Simin Behbahani, the “Lioness of Iran”, died on August 19th, aged 87 [View all]
http://www.economist.com/news/obituary/21614085-simin-behbahani-lioness-iran-died-august-19th-aged-87-simin-behbahani?fsrc=nlw|hig|28-08-2014|5356c587899249e1ccb62fe5|NA
EVEN as a child, she knew how poetry should sound. The rhythm of the rhyme her teacher gave her to reciteI am a yellow rose, the Sultan of all the flowers, the Sultan of all the flowerswas wrong. She envied the verse bestowed upon a friend, which scanned so much more sweetly, as much as she coveted the red ruffles of her dress, so much finer than her own yellow organdy.
So, at the age of 12, Simin Behbahani began writing her own rhymes. She wrote in the style of the old Persian poets: Hafez, Rumi and Saadi. Her contemporaries had abandoned traditional forms such as the ghazal, a sonnet of sorts, with its stiff, restrictive structure. With heads full of modernism they used rhymeless, formless verses to criticise their country and its rulers. But she embraced the old ways. After all, that was the sort of poetry that Iranians knew, the sort they could recite from memory, the cadences of their history.
She borrowed the styles of the masters, but not their substance. They wrote of goblets of wine, and nightingales, and laments for their beloved. She wrote of love, too, but also of politics and of lifes darker realities. O moaning starving masses, what will you do? O poor anguished nation, what will you do? asked the first line of her first published poem. Later she wrote about prostitutes hustling in the streets of Tehran, and about the pain of a mother unable to afford pistachios for her son.
She was 26 when the Americans and the British deposed Mohammad Mossadegh, Irans democratically elected prime minister. The autocratic rule of the Shah, whom the West found more palatable, sharpened her desire for justice. As the years passed, like many others, she began to dream of revolutionnot because she yearned for an Islamic state, but because she wanted an end to repression and the fear of the secret police.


## Exercise
Each record below should be given again exactly as it reads.

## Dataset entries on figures
----

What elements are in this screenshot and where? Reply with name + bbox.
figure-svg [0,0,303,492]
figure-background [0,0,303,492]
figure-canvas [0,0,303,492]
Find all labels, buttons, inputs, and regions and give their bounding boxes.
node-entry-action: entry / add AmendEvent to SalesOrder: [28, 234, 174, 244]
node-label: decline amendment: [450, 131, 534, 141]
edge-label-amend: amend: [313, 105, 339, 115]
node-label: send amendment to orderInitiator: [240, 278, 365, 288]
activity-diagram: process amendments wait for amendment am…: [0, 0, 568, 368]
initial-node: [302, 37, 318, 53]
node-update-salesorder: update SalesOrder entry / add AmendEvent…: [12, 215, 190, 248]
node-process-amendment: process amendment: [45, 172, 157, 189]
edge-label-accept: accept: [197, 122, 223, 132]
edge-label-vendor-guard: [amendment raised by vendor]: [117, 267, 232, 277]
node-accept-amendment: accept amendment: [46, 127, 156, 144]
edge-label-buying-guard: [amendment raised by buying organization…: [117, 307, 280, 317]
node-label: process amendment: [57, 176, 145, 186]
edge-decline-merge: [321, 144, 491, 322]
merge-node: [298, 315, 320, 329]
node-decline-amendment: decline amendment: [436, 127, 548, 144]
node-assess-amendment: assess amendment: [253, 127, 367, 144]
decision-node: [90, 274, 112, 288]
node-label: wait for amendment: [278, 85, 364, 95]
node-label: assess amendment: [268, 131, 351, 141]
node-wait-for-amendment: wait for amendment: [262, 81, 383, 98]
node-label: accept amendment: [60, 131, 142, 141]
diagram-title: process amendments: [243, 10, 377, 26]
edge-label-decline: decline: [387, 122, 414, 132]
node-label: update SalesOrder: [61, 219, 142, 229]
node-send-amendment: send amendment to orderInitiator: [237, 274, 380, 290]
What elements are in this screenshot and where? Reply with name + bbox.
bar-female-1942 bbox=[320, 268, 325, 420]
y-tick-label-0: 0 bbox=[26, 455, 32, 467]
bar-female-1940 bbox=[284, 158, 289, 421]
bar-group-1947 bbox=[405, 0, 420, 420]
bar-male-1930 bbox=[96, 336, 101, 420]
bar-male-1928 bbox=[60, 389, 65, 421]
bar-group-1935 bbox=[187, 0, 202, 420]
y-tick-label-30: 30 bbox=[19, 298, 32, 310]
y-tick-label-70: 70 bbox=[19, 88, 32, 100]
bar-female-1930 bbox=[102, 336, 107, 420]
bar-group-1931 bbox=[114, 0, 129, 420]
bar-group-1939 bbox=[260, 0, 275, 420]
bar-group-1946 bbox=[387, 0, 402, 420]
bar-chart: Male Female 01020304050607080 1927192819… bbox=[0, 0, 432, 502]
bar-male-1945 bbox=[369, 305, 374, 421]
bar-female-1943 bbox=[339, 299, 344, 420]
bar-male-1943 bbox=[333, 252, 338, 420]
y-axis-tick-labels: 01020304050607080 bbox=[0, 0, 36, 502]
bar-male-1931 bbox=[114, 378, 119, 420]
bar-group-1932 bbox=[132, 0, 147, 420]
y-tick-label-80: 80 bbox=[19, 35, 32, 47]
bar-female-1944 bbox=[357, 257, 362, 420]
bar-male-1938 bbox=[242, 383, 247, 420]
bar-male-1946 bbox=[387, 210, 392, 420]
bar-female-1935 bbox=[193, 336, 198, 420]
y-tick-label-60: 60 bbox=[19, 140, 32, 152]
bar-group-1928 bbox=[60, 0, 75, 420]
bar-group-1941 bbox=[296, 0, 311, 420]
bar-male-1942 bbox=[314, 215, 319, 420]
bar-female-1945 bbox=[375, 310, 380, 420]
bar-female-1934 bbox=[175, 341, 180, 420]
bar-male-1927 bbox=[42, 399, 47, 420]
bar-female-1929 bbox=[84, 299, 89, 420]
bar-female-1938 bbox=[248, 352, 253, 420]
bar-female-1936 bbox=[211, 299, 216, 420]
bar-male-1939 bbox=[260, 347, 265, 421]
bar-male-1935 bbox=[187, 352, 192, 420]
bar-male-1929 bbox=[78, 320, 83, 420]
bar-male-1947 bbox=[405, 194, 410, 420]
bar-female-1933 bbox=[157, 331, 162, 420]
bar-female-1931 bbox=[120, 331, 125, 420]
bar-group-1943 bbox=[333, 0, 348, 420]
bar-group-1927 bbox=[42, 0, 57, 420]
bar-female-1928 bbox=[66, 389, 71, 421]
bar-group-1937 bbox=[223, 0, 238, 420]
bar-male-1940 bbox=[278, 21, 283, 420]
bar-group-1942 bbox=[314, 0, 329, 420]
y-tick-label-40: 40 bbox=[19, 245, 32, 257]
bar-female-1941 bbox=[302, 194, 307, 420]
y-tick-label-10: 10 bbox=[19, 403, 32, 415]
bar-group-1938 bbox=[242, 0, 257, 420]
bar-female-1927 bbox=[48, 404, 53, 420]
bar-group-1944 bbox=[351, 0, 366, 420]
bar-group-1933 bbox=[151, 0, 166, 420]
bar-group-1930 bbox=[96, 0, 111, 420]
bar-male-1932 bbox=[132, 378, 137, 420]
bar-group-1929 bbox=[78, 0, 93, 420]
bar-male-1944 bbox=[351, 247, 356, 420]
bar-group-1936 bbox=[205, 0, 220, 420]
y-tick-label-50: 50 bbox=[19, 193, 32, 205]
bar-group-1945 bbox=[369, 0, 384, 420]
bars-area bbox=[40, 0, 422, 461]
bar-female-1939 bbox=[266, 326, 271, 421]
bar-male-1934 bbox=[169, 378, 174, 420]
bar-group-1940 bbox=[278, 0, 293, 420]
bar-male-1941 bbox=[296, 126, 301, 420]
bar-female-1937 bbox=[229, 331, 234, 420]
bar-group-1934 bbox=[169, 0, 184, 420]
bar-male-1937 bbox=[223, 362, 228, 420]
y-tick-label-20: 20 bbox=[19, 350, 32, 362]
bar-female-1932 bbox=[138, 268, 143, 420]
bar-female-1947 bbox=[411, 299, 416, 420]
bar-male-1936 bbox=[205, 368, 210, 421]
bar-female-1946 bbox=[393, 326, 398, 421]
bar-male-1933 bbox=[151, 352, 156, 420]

----

## Output for this task
What elements are in this screenshot and where? Reply with name + bbox.
figure-svg [0,0,303,492]
figure-background [0,0,303,492]
figure-canvas [0,0,303,492]
Find all labels, buttons, inputs, and regions and give their bounding boxes.
node-entry-action: entry / add AmendEvent to SalesOrder: [28, 234, 174, 244]
node-label: decline amendment: [450, 131, 534, 141]
edge-label-amend: amend: [313, 105, 339, 115]
node-label: send amendment to orderInitiator: [240, 278, 365, 288]
activity-diagram: process amendments wait for amendment am…: [0, 0, 568, 368]
initial-node: [302, 37, 318, 53]
node-update-salesorder: update SalesOrder entry / add AmendEvent…: [12, 215, 190, 248]
node-process-amendment: process amendment: [45, 172, 157, 189]
edge-label-accept: accept: [197, 122, 223, 132]
edge-label-vendor-guard: [amendment raised by vendor]: [117, 267, 232, 277]
node-accept-amendment: accept amendment: [46, 127, 156, 144]
edge-label-buying-guard: [amendment raised by buying organization…: [117, 307, 280, 317]
node-label: process amendment: [57, 176, 145, 186]
edge-decline-merge: [321, 144, 491, 322]
merge-node: [298, 315, 320, 329]
node-decline-amendment: decline amendment: [436, 127, 548, 144]
node-assess-amendment: assess amendment: [253, 127, 367, 144]
decision-node: [90, 274, 112, 288]
node-label: wait for amendment: [278, 85, 364, 95]
node-label: assess amendment: [268, 131, 351, 141]
node-wait-for-amendment: wait for amendment: [262, 81, 383, 98]
node-label: accept amendment: [60, 131, 142, 141]
diagram-title: process amendments: [243, 10, 377, 26]
edge-label-decline: decline: [387, 122, 414, 132]
node-label: update SalesOrder: [61, 219, 142, 229]
node-send-amendment: send amendment to orderInitiator: [237, 274, 380, 290]
What elements are in this screenshot and where? Reply with name + bbox.
bar-female-1942 bbox=[320, 268, 325, 420]
y-tick-label-0: 0 bbox=[26, 455, 32, 467]
bar-female-1940 bbox=[284, 158, 289, 421]
bar-group-1947 bbox=[405, 0, 420, 420]
bar-male-1930 bbox=[96, 336, 101, 420]
bar-male-1928 bbox=[60, 389, 65, 421]
bar-group-1935 bbox=[187, 0, 202, 420]
y-tick-label-30: 30 bbox=[19, 298, 32, 310]
y-tick-label-70: 70 bbox=[19, 88, 32, 100]
bar-female-1930 bbox=[102, 336, 107, 420]
bar-group-1931 bbox=[114, 0, 129, 420]
bar-group-1939 bbox=[260, 0, 275, 420]
bar-group-1946 bbox=[387, 0, 402, 420]
bar-chart: Male Female 01020304050607080 1927192819… bbox=[0, 0, 432, 502]
bar-male-1945 bbox=[369, 305, 374, 421]
bar-female-1943 bbox=[339, 299, 344, 420]
bar-male-1943 bbox=[333, 252, 338, 420]
y-axis-tick-labels: 01020304050607080 bbox=[0, 0, 36, 502]
bar-male-1931 bbox=[114, 378, 119, 420]
bar-group-1932 bbox=[132, 0, 147, 420]
y-tick-label-80: 80 bbox=[19, 35, 32, 47]
bar-female-1944 bbox=[357, 257, 362, 420]
bar-male-1938 bbox=[242, 383, 247, 420]
bar-male-1946 bbox=[387, 210, 392, 420]
bar-female-1935 bbox=[193, 336, 198, 420]
y-tick-label-60: 60 bbox=[19, 140, 32, 152]
bar-group-1928 bbox=[60, 0, 75, 420]
bar-group-1941 bbox=[296, 0, 311, 420]
bar-male-1942 bbox=[314, 215, 319, 420]
bar-female-1945 bbox=[375, 310, 380, 420]
bar-female-1934 bbox=[175, 341, 180, 420]
bar-male-1927 bbox=[42, 399, 47, 420]
bar-female-1929 bbox=[84, 299, 89, 420]
bar-female-1938 bbox=[248, 352, 253, 420]
bar-female-1936 bbox=[211, 299, 216, 420]
bar-male-1939 bbox=[260, 347, 265, 421]
bar-male-1935 bbox=[187, 352, 192, 420]
bar-male-1929 bbox=[78, 320, 83, 420]
bar-male-1947 bbox=[405, 194, 410, 420]
bar-female-1933 bbox=[157, 331, 162, 420]
bar-female-1931 bbox=[120, 331, 125, 420]
bar-group-1943 bbox=[333, 0, 348, 420]
bar-group-1927 bbox=[42, 0, 57, 420]
bar-female-1928 bbox=[66, 389, 71, 421]
bar-group-1937 bbox=[223, 0, 238, 420]
bar-male-1940 bbox=[278, 21, 283, 420]
bar-group-1942 bbox=[314, 0, 329, 420]
y-tick-label-40: 40 bbox=[19, 245, 32, 257]
bar-female-1941 bbox=[302, 194, 307, 420]
y-tick-label-10: 10 bbox=[19, 403, 32, 415]
bar-group-1938 bbox=[242, 0, 257, 420]
bar-female-1927 bbox=[48, 404, 53, 420]
bar-group-1944 bbox=[351, 0, 366, 420]
bar-group-1933 bbox=[151, 0, 166, 420]
bar-group-1930 bbox=[96, 0, 111, 420]
bar-male-1932 bbox=[132, 378, 137, 420]
bar-group-1929 bbox=[78, 0, 93, 420]
bar-male-1944 bbox=[351, 247, 356, 420]
bar-group-1936 bbox=[205, 0, 220, 420]
y-tick-label-50: 50 bbox=[19, 193, 32, 205]
bar-group-1945 bbox=[369, 0, 384, 420]
bars-area bbox=[40, 0, 422, 461]
bar-female-1939 bbox=[266, 326, 271, 421]
bar-male-1934 bbox=[169, 378, 174, 420]
bar-group-1940 bbox=[278, 0, 293, 420]
bar-male-1941 bbox=[296, 126, 301, 420]
bar-female-1937 bbox=[229, 331, 234, 420]
bar-group-1934 bbox=[169, 0, 184, 420]
bar-male-1937 bbox=[223, 362, 228, 420]
y-tick-label-20: 20 bbox=[19, 350, 32, 362]
bar-female-1932 bbox=[138, 268, 143, 420]
bar-female-1947 bbox=[411, 299, 416, 420]
bar-male-1936 bbox=[205, 368, 210, 421]
bar-female-1946 bbox=[393, 326, 398, 421]
bar-male-1933 bbox=[151, 352, 156, 420]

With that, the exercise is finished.